Monday, Dec. 04, 1972

CBS Cliffhanger

As evening news time approached, star-struck CBS executives in New York, Washington and Los Angeles began clearing their throats and straightening their ties. Many of them had already been pressed into service behind the cameras because of a strike against CBS by the International Brotherhood of Electrical Workers, which represents cameramen, audio and lighting men and other technicians. But now the American Federation of Television and Radio Artists had ordered its members--who include newsmen and the casts of live programs such as soap operas--to honor the IBEW picket lines at CBS broadcast sites. Such stellar AFTRA members as Newsmen Roger Mudd, Dan Rather and Eric Sevareid had pledged "reluctant" compliance. Would lightning strike? Would a faceless CBS management man rocket to instant fame as substitute anchorman, as did the unsung Arnold Zenker, then manager of the CBS news programming, during the AFTRA strike in 1967?

Not yet. An hour before the deadline, the New York State Supreme Court issued a preliminary injunction against the AFTRA boycott. The court ruled that since many top CBS newsmen and performers had personal as well as union contracts with the network, AFTRA'S order would expose them to contract-violation charges. AFTRA appealed the ruling but allowed its members--including those without personal contracts--to continue working. So the same familiar faces read the news (minus Walter Cronkite, recuperating from minor throat surgery); the same dulcet tones analyzed Thanksgiving and Sunday pro football games.

Despite the reprieve, the strike by the 1,200-member IBEW has already brought the network an eyeful of trouble. Since the Oct. 31 expiration of the old contract and the walkout on Nov. 3, CBS claims it has suffered $250,000 in equipment damage, presumably inflicted by strikers bent on sabotage; CBS election night coverage was restricted to the New York studio and a reduced number of remote pickups (TIME, Nov. 20). Insiders say that CBS-owned local stations have already lost thousands of dollars because of commercials missed or botched by inexperienced management and supervisory personnel.

The crucial dispute between IBEW and CBS is not so much wages and fringe benefits as an issue relatively new to TV labor negotiations: automation. Although CBS claims that no jobs are in jeopardy, union leaders contend that a number of electronic breakthroughs have encouraged CBS to reduce IBEW jurisdiction over new equipment. The Telestrator, for example, transforms freehand drawings into TV images, thus enabling news, weather and sports broadcasters to supplement existing graphics with instant doodles of their own. IBEW is willing to allow freehand lettering by performers with artistic ability but not by amateurs; CBS wants to allow newsmen to wield a Telestrator pen on camera.

Another bone of contention is a device called the CMX 600, which is still in the development stage. With it, producers of future programs will be able to edit videotape by simply punching instructions into the machine. CBS is willing to let IBEW technicians control the CMX 600 for editing news and documentary shows, but it wants producers and directors of entertainment programs to be free to edit without the aid of union middlemen. The IBEW is also demanding complete control of the Vidifont, a machine that flashes block letters on the TV screen through the operation of a typewriter keyboard.

Arthur Korff, IBEW'S New York business manager, accused CBS of "collusion" with the other networks to "break the back of the union hold on the television and radio industry." Replied James F. Sirmons, CBS vice president for personnel and labor relations: "We are certainly not a stalking horse for the industry. We have what we believe are very specific problems." Among those problems was the renewed threat of AFTRA participation in the strike following a new court hearing this week. If AFTRA performers do walk out, CBS will be faced with a dwindling bank of taped episodes in many prime time series. Once those run out, advertising revenues would plunge sharply.

Whatever happens, Arnold Zenker will not be available as a substitute newsman. His stint on CBS during the 1967 strike propelled him into the performing ranks as host of two local talk shows in Boston; an AFTRA member himself now, Zenker would have to honor the IBEW picket line.

This file is automatically generated by a robot program, so reader's discretion is required.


▶ _PROBLEM DESCRIPTION_
An exact copy of all the lines below is required, with every image left out.

▶ _THE RECORDS_
>>>

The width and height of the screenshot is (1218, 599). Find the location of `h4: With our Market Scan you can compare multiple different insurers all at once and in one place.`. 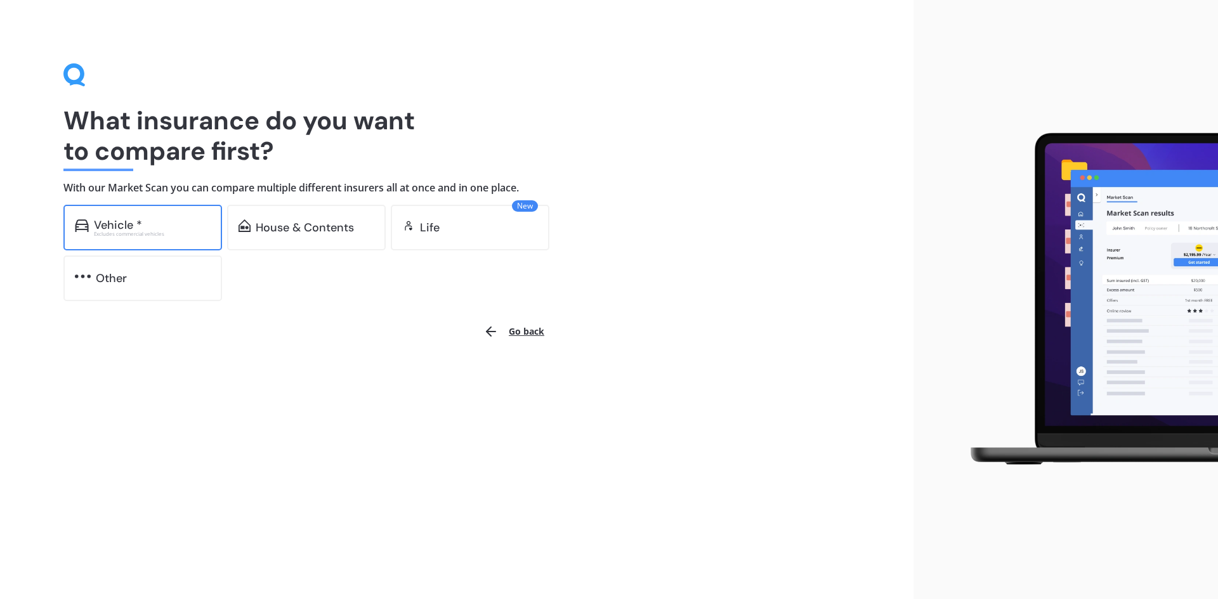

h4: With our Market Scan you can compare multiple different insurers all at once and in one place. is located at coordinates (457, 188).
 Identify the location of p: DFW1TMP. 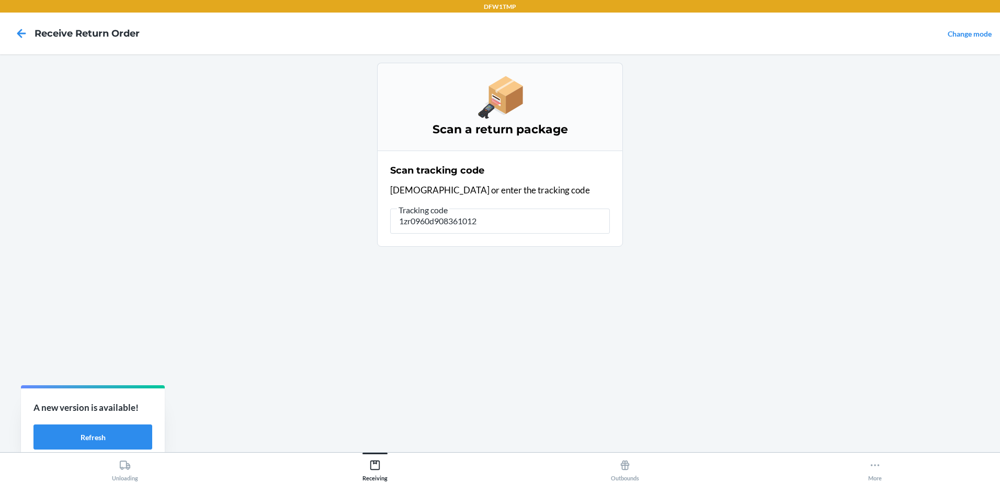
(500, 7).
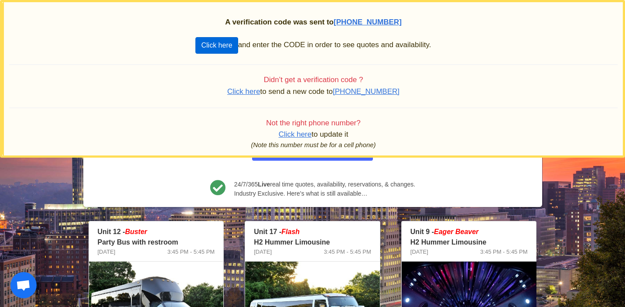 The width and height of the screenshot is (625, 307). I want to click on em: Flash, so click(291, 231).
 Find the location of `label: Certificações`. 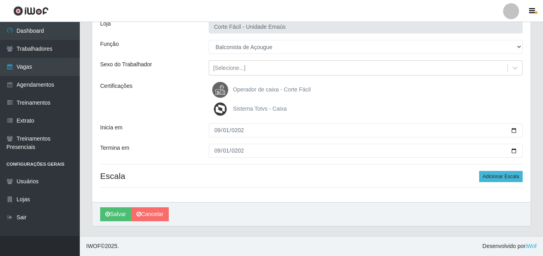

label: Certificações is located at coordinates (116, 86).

<<<

▶ _RESPONSE AREA_
The width and height of the screenshot is (1218, 599). Find the location of `h4: With our Market Scan you can compare multiple different insurers all at once and in one place.`. 

h4: With our Market Scan you can compare multiple different insurers all at once and in one place. is located at coordinates (457, 188).
 Identify the location of p: DFW1TMP. 
(500, 7).
 The width and height of the screenshot is (625, 307). I want to click on em: Flash, so click(291, 231).
 Find the location of `label: Certificações`. 

label: Certificações is located at coordinates (116, 86).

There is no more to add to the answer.